Good flutes can be made from a wide range of materials. Don't reject something simply because it's not blackwood or box. Patrick Olwell's son Aran once made an acceptable (though temporary) flute out of a large carrot, and Vincent Broderick's brother Peter won the All-Ireland championship with a flute he made out of a length of copper pipe. Flutes have been made from bicycle pumps, plastic tubes, glass, ceramic, bones, and who knows what else.

Several makers now offer six-hole flutes made of bamboo or polymer. These are generally more affordable than wood, and a better environmental choice than blackwood. High-quality bamboo flutes are becoming popular among Irish musicians. Bamboo flutes have a cylindrical bore, so their internal tuning is different from that of a conical-bore flute, and nobody's making bamboo flutes with keys or a tuning slide. Aside from these caveats, high-quality bamboo flutes are well suited for Irish music. Plastic flutes are scorned by many Irish players, but some very good ones are on the market now and they are obviously much more durable and easier to care for than wooden instruments.

Some people are allergic or sensitive to certain kinds of woods, such as cocus; if you find that your lips get inflamed when you play, stop immediately. You can ask a flutemaker to install a silver band or sleeve around the embouchure hole, or have a new headjoint made from a different wood. Be very careful when trying out a cocus flute, especially if it has recently been oiled. Oiling seems to bring out the irritating qualities in cocus, and some people who have played a cocus flute for several weeks or months with no ill effects may discover that they are allergic after oiling the flute.
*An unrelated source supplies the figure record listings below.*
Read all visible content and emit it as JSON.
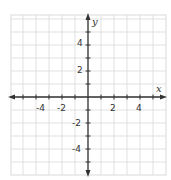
{
  "chart_data": {
    "type": "scatter",
    "title": "",
    "xlabel": "x",
    "ylabel": "y",
    "xlim": [
      -6,
      6
    ],
    "ylim": [
      -6,
      6
    ],
    "grid": true,
    "grid_step": 1,
    "x_tick_labels": [
      "-4",
      "-2",
      "2",
      "4"
    ],
    "y_tick_labels": [
      "4",
      "2",
      "-2",
      "-4"
    ],
    "series": [],
    "legend": null
  },
  "colors": {
    "grid": "#d9d9d9",
    "axis": "#333333",
    "background": "#ffffff"
  }
}
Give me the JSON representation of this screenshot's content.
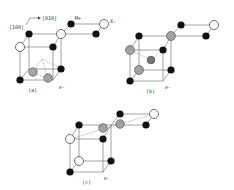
{
  "figure": {
    "axis_labels": {
      "x": "[010]",
      "z": "[100]"
    },
    "ion_labels": {
      "cation": "M+",
      "anion": "X-"
    },
    "electron_label": "e-",
    "panels": [
      {
        "id": "a",
        "caption": "(a)"
      },
      {
        "id": "b",
        "caption": "(b)"
      },
      {
        "id": "c",
        "caption": "(c)"
      }
    ]
  },
  "colors": {
    "cation": "#111111",
    "anion_fill": "#ffffff",
    "anion_stroke": "#333333",
    "hatched": "#888888",
    "line": "#666666"
  }
}
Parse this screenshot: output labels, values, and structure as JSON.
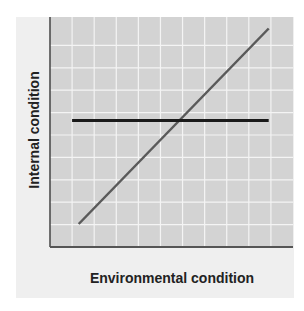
{
  "chart_data": {
    "type": "line",
    "title": "",
    "xlabel": "Environmental condition",
    "ylabel": "Internal condition",
    "grid": true,
    "xlim": [
      0,
      11
    ],
    "ylim": [
      0,
      10
    ],
    "series": [
      {
        "name": "conformer",
        "color": "#5a5a5a",
        "x": [
          1.3,
          9.9
        ],
        "y": [
          1.0,
          9.5
        ]
      },
      {
        "name": "regulator",
        "color": "#1a1a1a",
        "x": [
          1.0,
          9.9
        ],
        "y": [
          5.5,
          5.5
        ]
      }
    ],
    "legend": null
  },
  "labels": {
    "x_axis": "Environmental condition",
    "y_axis": "Internal condition"
  },
  "colors": {
    "panel": "#efefef",
    "plot_bg": "#d3d3d3",
    "grid": "#f4f4f4",
    "axis": "#444444",
    "diagonal": "#5a5a5a",
    "horizontal": "#1a1a1a"
  }
}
Cocus can produce very severe allergic reactions in some people, sometimes requiring a trip to the hospital.

Finding and Buying a Flute

Good wooden flutes range in price from a couple hundred to several thousand dollars. Here in the flute guide you'll find an international directory of flute makers.

Most of the finest eight-key flutes ever made were manufactured in Britain during the 1800s. Nicholson, Rudall and Rose, Pratten, and Boosey (Pratten's Perfected) were among the leading makers, and many of their instruments are still being played today. If you can get your hands on one of these, or a modern replica thereof, you'll have all the flute you'll ever need. Note, however, that the antique flutes were made when concert pitch was sharp of where it is today, so to play these flutes in tune with other modern instruments you'll have to pull out the tuning slide, affecting your tone and internal tuning.

If you wish to start with a smaller investment, there are many old German student flutes on the market that are fairly cheap and produce an acceptable tone, though they often sound somewhat "pinched" or weak. A plastic or bamboo flute may also be a good choice if you don't want to spend a lot of money.

If possible, try to spend a few days (or longer) playing a flute before deciding whether to purchase it. This is especially true for experienced players. Every flute has its own idiosyncracies, and you may have to adjust your playing style accordingly. For example, someone who's used to playing a Pratten Perfected flute would initially find that the bottom D of a Rudall and Rose flute sounds weak and very flat, and might think the instrument was defective. But after some practice, the player would be able to get a strong D, on pitch, with little effort. Even flutes made by the same maker vary widely, so if you're shopping for a flute it pays to get your hands on as many instruments as possible to find out what you like and don't like. When you get a flute you like, stick with it and get to know it.

If you visit a flute maker who has several flutes on hand, ask if you can try several different headjoints on one flute body. No two headjoints are exactly alike, and you'll be amazed at the difference a good headjoint makes.

Australian flutemaker Terry McGee has additional advice on what to look for in buying a flute.

Next: once you've got a flute, go on to the "learning" page to find resources for learning how to play.